I guess that depends on what you define productivity as. It seems that you have a preconceived narrow definition. If I pay millions of dollars in taxes that fund a war, who is to say that was more productive than planting a tree and taking a nap.
If you re-read my comment, you will notice that I said nothing about how much taxes are paid, or what those tax dollars are used for. I was talking about how much time, energy, and capital is needed just to figure out how much you owe.
It’s using AISDK and MCP-UI, which is standard for chats. If you check the cart in the input, there’s only 2 stores added for now.
Also, that chat is just one part of it. Those stores are running on Openfront, our Shopify alternative. Please check our ethos to get the full vision.
Also, I was working on this before AI. Openfront and the/marketplace are part of an ecosystem. We built Openship, an e-commerce order management system, years ago.
Don’t confuse vibe coding with a low effort build, vibe coding can lead to the high-quality, amazing products. I’m just here to protect the vibe coding phenomenon :D
It's just a semantic disagreement. In my experience, "vibe coding" means "software made with genAI, casually iterated until it passes tests and appears to work, without exhaustive or experienced review of the output, and is therefore often bad." It doesn't have to mean that, but in practice that seems to be the dominant definition currently.
I watched YouTube howtos, and read 1000 stackoverflow results around 2016 and made my own saas for the construction industry in PHP/jQuery. Was a car salesman before that.
I have 34 companies using it today.
I promise you, a vibe coded app would be an improvement.
So what's the problem really?
10 minutes after your comment I checked and I don’t see any pgsql credentials, but I do see that they have committed their local settings instead, including their local file paths now.
The API is a way to access a model, he is criticizing the model not the access the method (at least until the last sentence where he incorrectly implied you can only script a local model, but I don’t think thats a silver bullet, in my experience that is even more challenging than starting with a working agent)
This commit graph seemingly shows that they fixed a couple bugs over like a week. Period that involves changing like six lines of code. That code has no abstractions no structure and several problems you could poke holes in. While it may work and that’s great for whoever benefits, this isn’t very convincing as I can currently write more than six lines of code per day by hand
I am not an electrician, but when I did projects, I did a lot of research before deciding to hire someone and then I was extremely confused when everyone was proposing doing it slightly differently.
A lot of them proposed ways that seem to violate the code, like running flex tubing beyond the allowed length or amount of turns.
Another example would be people not accounting for needing fireproof covers if they’re installing recessed, lighting in between dwelling in certain cities…
Heck, most people don’t actually even get the permit. They just do the unpermitted work.
To add onto this, it is a characteristic of their design to statistically pick things that would be bad choices, because humans do too. It’s not more reliable than just taking a random person off the street of SF and giving them instructions on what to copy paste without any context. They might also change unrelated things or get sidetracked when they encounter friction. My point is that when you try to compensate by prompting repeatedly, you are just adding more chances for entropy to leak in — so I am agreeing with you.
> To add onto this, it is a characteristic of their design to statistically pick things that would be bad choices, because humans do too.
Spot on. If we look at, historically, "AI" (pre-LLM) the data sets were much more curated, cleaned and labeled. Look at CV, for example. Computer Vision is a prime example of how AI can easily go off the rails with respect to 1) garbage input data 2) biased input data. LLMs have these two as inputs in spades and in vast quantities. Has everyone forgotten about Google's classification of African American people in images [0]? Or, more hilariously - the fix [1]? Most people I talk to who are using LLMs think that the data being strung into these models has been fine tuned, hand picked, etc. In some cases for small models that were explicitly curated, sure. But in the context (no pun) of all the popular frontier models: no way in hell.
The one thing I'm really surprised nobody is talking about is the system prompt. Not in the manner of jailbreaking it or even extracting it. But I can't imagine that these system prompts aren't collecting mass tech debt at this point. I'm sure there's band aid after band aid of simple fixes to nudge the model in ever so different directions based on things that are, ultimately, out of the control of such a large culmination of random data. I can't wait to see how these long term issues crop and and duct taped for the quick fixes these tech behemoths are becoming known for.
Talking about the debt of a system prompt feels really weird. A system prompt tied to an LLM is the equivalent of crafting a new model in the pre-LLM era. You measure their success using various quality metrics. And you improve the system prompt progressively to raise these metrics. So it feels like bandaid but that's actually how it's supposed to work and totally equivalent to "fixing" a machine learning model by improving the dataset.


Which lines of the records contain the word "bottom"? Show each of them.

Dataset items
__________

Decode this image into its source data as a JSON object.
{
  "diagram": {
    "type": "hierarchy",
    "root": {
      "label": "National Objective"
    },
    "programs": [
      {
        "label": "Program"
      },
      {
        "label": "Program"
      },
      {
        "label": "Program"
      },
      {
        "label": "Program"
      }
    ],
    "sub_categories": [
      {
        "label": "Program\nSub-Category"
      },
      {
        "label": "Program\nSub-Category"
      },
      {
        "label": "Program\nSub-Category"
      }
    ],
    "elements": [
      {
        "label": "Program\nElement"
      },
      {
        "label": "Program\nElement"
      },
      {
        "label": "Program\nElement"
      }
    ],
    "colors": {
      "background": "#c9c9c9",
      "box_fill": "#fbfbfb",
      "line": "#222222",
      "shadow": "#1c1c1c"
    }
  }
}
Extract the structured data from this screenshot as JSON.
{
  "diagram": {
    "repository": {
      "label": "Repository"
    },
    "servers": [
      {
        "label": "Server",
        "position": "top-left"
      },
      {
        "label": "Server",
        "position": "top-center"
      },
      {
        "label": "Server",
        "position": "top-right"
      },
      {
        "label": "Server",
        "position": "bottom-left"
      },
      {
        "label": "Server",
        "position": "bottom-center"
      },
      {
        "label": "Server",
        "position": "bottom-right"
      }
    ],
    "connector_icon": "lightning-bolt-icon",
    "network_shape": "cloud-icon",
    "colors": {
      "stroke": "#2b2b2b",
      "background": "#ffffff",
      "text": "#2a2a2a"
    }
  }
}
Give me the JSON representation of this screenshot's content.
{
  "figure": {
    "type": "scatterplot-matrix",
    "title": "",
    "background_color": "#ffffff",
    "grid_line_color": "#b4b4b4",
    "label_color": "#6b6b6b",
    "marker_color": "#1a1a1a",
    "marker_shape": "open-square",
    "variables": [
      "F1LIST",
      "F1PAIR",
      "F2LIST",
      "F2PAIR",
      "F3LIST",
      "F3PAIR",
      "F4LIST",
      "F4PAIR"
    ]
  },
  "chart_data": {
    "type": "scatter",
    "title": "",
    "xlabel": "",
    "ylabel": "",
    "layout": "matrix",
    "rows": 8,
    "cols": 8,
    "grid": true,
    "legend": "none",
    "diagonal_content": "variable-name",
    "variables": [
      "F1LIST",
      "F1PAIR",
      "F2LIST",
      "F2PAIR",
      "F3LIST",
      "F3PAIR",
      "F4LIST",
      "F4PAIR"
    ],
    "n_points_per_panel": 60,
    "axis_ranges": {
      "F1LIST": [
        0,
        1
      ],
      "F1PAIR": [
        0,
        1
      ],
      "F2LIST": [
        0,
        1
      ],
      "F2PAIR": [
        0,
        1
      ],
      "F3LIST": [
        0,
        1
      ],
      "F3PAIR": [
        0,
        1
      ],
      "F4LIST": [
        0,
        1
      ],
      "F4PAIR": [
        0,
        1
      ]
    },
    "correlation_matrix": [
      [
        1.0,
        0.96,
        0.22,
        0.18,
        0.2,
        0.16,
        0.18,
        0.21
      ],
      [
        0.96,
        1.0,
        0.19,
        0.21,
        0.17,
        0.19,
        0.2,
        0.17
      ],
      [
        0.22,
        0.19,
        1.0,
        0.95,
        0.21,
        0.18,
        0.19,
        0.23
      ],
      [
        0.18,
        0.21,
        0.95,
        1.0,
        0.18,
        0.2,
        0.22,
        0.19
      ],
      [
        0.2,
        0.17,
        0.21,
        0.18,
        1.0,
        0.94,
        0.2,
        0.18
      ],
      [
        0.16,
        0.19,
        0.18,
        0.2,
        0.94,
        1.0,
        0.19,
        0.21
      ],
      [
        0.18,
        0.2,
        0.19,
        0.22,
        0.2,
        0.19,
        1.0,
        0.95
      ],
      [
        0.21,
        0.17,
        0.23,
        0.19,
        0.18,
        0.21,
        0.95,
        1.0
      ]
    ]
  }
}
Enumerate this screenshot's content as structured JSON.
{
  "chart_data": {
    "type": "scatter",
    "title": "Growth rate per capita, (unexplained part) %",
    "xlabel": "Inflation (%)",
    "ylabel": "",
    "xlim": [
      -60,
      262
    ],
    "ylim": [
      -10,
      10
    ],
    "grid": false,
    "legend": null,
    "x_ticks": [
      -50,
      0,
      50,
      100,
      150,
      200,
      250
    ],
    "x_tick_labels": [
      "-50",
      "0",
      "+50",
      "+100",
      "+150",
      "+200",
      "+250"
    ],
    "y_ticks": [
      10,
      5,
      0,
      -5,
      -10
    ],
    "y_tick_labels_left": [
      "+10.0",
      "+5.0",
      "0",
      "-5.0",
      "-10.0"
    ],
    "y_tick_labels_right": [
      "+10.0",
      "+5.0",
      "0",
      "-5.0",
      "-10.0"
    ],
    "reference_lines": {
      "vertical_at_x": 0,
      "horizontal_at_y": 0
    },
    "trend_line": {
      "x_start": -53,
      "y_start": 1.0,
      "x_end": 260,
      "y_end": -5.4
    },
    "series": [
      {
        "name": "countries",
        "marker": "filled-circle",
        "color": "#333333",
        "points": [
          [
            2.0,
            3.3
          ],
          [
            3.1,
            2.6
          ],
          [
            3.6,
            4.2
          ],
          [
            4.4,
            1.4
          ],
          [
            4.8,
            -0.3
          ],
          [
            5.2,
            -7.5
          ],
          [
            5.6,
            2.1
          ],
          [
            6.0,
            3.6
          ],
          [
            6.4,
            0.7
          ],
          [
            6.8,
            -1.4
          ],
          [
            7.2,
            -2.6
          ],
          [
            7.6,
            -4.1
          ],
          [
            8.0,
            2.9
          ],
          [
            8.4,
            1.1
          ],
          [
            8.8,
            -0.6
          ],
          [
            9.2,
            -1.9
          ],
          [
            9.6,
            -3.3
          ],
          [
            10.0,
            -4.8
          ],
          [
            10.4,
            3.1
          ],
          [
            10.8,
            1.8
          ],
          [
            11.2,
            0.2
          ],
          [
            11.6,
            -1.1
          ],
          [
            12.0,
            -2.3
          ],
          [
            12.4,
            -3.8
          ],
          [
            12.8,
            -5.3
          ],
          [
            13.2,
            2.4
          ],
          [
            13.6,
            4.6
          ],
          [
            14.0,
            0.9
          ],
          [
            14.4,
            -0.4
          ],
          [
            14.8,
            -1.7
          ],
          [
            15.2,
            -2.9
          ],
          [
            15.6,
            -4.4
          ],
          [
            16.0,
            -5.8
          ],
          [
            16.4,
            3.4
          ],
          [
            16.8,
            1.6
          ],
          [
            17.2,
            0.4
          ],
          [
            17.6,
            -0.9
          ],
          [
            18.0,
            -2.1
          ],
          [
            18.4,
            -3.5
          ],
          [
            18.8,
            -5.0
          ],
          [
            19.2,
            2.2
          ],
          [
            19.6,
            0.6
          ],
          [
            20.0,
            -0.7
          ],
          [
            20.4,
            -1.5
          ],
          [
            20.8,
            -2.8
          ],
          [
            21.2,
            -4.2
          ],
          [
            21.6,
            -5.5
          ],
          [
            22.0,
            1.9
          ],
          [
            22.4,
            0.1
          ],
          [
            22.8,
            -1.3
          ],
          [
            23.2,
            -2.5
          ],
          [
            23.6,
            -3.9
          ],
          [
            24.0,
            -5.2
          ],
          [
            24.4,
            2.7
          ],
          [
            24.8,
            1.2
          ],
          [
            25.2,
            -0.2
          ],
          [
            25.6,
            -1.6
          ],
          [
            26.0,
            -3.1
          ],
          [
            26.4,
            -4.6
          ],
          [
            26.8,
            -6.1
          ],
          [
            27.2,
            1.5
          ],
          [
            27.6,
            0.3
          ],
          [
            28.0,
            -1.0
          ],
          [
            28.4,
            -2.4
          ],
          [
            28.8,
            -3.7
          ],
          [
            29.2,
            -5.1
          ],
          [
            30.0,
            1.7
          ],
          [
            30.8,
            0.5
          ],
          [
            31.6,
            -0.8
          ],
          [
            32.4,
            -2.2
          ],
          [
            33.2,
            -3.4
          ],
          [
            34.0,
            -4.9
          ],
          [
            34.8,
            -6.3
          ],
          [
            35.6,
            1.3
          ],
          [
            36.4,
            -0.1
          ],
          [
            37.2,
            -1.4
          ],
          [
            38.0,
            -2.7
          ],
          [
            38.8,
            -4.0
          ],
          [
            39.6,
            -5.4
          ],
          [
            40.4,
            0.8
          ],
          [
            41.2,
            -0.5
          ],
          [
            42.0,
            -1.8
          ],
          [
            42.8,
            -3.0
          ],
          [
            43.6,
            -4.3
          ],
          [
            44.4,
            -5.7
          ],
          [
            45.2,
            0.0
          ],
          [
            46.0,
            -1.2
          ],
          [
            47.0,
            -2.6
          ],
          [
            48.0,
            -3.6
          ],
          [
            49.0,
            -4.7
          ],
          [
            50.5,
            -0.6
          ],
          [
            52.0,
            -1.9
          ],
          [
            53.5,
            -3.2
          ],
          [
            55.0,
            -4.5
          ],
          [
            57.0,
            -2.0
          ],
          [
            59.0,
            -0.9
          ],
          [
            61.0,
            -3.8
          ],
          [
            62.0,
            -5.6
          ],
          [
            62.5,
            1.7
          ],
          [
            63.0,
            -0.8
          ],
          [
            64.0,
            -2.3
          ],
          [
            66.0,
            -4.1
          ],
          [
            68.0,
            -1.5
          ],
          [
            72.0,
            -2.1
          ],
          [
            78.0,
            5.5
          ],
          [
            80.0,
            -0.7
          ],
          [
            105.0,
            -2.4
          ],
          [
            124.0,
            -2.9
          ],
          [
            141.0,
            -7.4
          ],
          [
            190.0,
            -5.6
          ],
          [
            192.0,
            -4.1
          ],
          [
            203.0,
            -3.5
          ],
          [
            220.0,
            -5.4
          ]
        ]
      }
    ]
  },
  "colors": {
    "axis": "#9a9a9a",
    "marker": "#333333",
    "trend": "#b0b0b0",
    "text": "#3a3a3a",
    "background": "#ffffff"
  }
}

__________

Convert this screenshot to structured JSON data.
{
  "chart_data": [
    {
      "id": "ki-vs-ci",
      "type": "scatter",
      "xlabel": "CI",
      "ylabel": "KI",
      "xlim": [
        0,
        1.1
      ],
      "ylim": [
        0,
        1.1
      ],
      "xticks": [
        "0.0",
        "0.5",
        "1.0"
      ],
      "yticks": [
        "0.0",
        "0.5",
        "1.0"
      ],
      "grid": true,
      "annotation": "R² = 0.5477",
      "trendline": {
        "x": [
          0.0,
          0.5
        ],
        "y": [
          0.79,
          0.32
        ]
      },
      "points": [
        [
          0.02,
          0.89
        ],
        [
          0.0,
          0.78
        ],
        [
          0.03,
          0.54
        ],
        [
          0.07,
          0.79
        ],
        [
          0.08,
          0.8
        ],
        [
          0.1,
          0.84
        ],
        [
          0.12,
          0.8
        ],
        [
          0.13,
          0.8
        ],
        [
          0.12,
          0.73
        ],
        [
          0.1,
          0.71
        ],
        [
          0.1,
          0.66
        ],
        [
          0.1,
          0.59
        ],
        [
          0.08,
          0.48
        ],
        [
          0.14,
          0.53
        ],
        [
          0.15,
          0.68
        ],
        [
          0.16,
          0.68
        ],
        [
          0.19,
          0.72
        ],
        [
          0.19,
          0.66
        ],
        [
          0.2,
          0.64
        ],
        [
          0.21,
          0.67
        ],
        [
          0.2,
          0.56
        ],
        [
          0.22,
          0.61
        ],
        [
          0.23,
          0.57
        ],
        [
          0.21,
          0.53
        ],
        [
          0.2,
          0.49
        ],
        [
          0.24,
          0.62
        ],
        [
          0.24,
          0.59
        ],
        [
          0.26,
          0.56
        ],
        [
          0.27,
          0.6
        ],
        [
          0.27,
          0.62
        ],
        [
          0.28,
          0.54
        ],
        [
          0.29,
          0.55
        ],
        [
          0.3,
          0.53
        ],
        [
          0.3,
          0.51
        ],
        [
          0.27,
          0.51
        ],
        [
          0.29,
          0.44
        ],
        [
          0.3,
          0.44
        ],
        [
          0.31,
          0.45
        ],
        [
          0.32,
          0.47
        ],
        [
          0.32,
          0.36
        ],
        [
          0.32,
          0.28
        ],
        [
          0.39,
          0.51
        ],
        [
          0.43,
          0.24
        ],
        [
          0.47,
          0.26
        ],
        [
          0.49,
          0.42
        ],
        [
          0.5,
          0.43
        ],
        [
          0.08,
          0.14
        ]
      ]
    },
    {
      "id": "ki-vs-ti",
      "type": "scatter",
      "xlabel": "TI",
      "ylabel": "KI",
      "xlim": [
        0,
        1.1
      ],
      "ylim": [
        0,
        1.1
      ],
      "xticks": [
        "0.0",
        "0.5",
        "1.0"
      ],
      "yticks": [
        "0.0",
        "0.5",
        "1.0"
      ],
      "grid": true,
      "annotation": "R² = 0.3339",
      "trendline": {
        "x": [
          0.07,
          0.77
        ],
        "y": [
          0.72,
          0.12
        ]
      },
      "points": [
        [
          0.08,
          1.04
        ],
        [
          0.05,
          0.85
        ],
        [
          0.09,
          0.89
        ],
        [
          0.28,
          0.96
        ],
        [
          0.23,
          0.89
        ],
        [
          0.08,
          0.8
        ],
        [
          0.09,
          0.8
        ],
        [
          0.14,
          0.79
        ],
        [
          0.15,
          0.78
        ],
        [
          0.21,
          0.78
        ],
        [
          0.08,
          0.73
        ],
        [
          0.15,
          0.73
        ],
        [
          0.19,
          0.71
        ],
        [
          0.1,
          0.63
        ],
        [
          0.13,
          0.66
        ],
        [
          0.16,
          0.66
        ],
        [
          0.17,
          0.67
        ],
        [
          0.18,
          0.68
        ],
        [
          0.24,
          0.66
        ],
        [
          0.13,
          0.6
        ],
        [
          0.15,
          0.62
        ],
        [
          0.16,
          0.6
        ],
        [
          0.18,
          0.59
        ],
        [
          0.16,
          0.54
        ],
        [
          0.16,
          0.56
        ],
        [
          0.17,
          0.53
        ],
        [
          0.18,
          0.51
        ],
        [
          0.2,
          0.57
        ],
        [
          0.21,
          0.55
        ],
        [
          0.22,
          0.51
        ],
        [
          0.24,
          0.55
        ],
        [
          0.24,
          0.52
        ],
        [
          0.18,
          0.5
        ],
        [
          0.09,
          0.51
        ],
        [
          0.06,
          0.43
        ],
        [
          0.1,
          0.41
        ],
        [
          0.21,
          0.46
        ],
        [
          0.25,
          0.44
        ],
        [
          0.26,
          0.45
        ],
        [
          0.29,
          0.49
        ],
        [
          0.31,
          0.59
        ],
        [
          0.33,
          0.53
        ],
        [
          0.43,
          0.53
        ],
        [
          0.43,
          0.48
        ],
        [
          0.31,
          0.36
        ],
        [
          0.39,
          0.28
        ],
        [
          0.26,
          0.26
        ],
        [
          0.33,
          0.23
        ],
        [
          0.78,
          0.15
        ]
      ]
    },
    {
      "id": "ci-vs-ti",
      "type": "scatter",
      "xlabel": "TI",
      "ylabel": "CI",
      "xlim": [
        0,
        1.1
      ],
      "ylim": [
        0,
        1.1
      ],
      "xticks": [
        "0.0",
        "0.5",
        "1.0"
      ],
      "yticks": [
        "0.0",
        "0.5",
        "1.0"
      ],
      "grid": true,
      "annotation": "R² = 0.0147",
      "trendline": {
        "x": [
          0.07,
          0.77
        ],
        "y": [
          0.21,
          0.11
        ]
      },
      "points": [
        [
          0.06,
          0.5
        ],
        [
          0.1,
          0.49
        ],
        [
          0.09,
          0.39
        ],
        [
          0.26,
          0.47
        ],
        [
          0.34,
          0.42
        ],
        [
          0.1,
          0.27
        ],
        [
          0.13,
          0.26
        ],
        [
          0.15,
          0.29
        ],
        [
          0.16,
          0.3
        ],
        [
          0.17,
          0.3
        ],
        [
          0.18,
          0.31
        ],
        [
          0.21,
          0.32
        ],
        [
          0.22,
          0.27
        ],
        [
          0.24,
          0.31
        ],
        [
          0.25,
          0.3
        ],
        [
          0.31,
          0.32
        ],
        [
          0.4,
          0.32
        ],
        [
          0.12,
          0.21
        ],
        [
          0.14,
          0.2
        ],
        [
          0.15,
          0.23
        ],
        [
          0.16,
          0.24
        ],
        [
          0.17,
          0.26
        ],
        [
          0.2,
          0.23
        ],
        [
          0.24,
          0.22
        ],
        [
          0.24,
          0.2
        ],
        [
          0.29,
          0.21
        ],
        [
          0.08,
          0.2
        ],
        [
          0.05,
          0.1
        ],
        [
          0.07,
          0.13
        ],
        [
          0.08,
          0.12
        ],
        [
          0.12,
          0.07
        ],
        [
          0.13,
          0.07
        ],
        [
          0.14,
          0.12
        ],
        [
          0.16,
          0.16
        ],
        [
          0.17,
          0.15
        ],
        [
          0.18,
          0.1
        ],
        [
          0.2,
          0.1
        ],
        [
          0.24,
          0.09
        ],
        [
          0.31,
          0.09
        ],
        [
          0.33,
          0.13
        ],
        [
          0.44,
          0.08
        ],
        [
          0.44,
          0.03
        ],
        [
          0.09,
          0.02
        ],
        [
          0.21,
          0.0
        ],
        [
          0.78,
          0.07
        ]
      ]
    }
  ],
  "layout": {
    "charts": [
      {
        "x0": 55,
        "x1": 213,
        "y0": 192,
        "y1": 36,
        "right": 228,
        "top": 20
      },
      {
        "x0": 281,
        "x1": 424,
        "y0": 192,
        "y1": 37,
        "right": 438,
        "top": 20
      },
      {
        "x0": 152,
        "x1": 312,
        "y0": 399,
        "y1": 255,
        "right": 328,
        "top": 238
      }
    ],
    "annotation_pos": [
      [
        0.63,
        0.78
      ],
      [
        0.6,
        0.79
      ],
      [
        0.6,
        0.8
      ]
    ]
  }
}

__________

> _SOLUTION_:
        "position": "bottom-left"
        "position": "bottom-center"
        "position": "bottom-right"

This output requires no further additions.